Lastly, what about in theranostics. Lutetium PSMA targeting radioligand therapy is effective targeted therapy for metastatic castrate-resistant prostate cancer. We know that from the TheraP trial, the VISION trial, and lutetium is now being evaluated with all kinds of other systemic agents. But PSMA PET may serve as a useful biomarker to predict response to lutetium therapy, with high PET uptake correlating with longer survival, perhaps. We need more study of this and looking at which patients are most likely to respond to lutetium-based therapy when looking at pretherapeutic PET imaging and how disease burden might affect dosing.

In conclusion, I hope I've shown that there is a clinical unmet need for better imaging, PET can help with this. Many studies demonstrate superior diagnostic accuracy of PET compared to conventional imaging. PET imaging certainly changes clinical decision making, it leads to management changes, and it personalizes therapy. PET integrated into radiation decision making, planning, significantly improved biochemical event-free survival in the EMPIRE trial, and consolidation of oligometastatic PET avid lesions with metastasis-directed therapy improves ADT-free, survival progression-free survival, even metastasis-free survival. Do you know how hard it is to have an imaging study with these kinds of survival endpoints? This never happened. It never happened for MRI, it never happened for CT, ultrasound. This is incredible data. As such, we are ready. Not only are we ready, we have already changed management based on PET imaging, and you're going to see that in the consensus questions that are going to be presented today.

The stage is really set for wide-spread use of PSMA PET. It's becoming the standard of care for imaging in prostate cancer. It is disruptive and transformative. That, of course, doesn't say we have all the data we need. We need a lot of things.

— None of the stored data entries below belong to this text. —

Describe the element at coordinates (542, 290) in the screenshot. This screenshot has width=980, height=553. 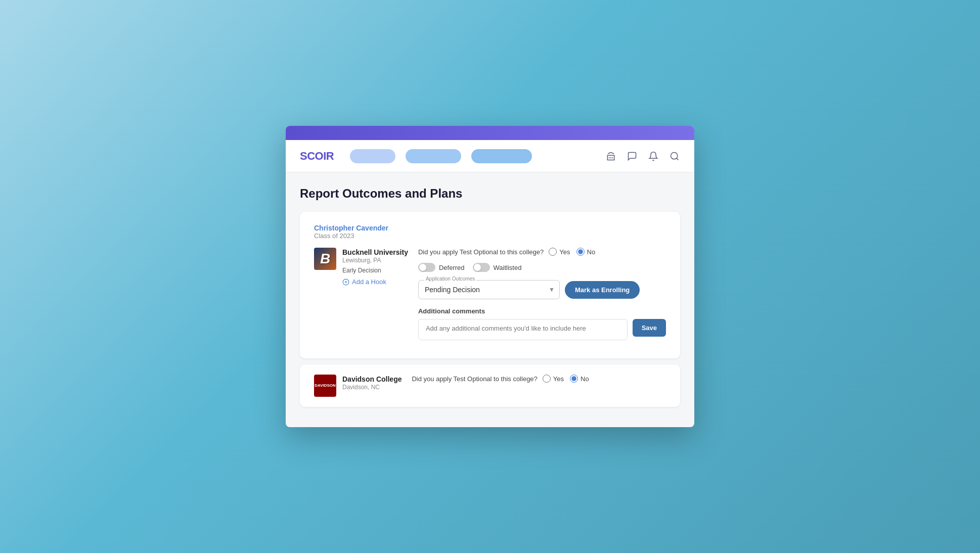
I see `application-outcomes-row: Application Outcomes Pending Decision Ac…` at that location.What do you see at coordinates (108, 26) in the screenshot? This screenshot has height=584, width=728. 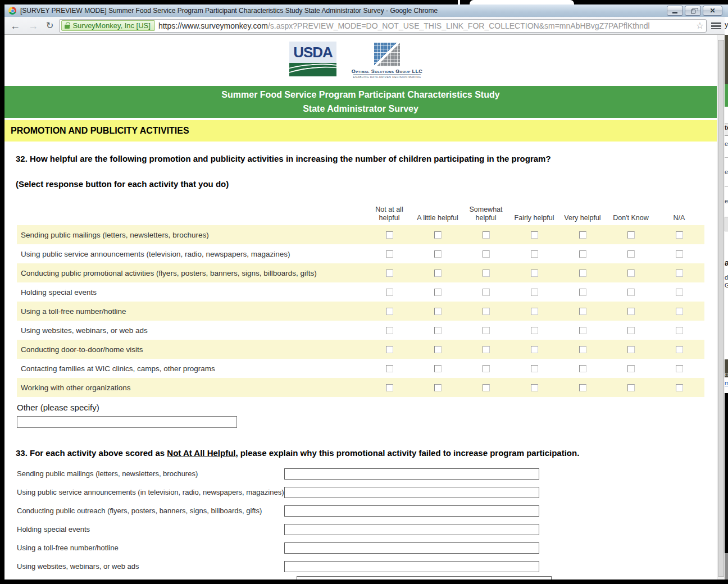 I see `ev-certificate-badge: SurveyMonkey, Inc [US]` at bounding box center [108, 26]. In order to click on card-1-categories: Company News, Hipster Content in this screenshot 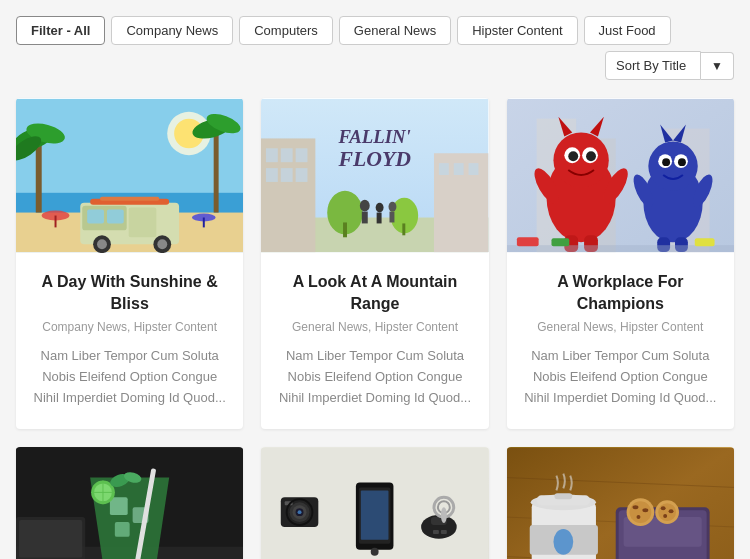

We need more perspective studies with integrated imaging correlates. Ideally, we need to have more randomized trials proving long-term clinical benefits. But recruitment to those studies are going to become near impossible, certainly very challenging, if it's becoming the standard of care. We need to reconcile PET findings with trial eligibility study endpoints and systemic therapy indications. We have to interpret prior therapeutic trials in a post-PSMA PET setting. We have to explore PET as a biomarker to predict therapy response in select patients. We have to reconcile PET findings with other biomarkers, such as genomic classifiers, Dr. Feng will be talking about genomic classifiers later in the meeting. We have to explore artificial intelligence and radiomics-based machine learning analysis of PET metrics to further predict disease features. And we have to really promote standardized imaging interpretation and reporting guidelines. There's a lot that we need to do, but that doesn't mean we aren't ready to change management. Thank you.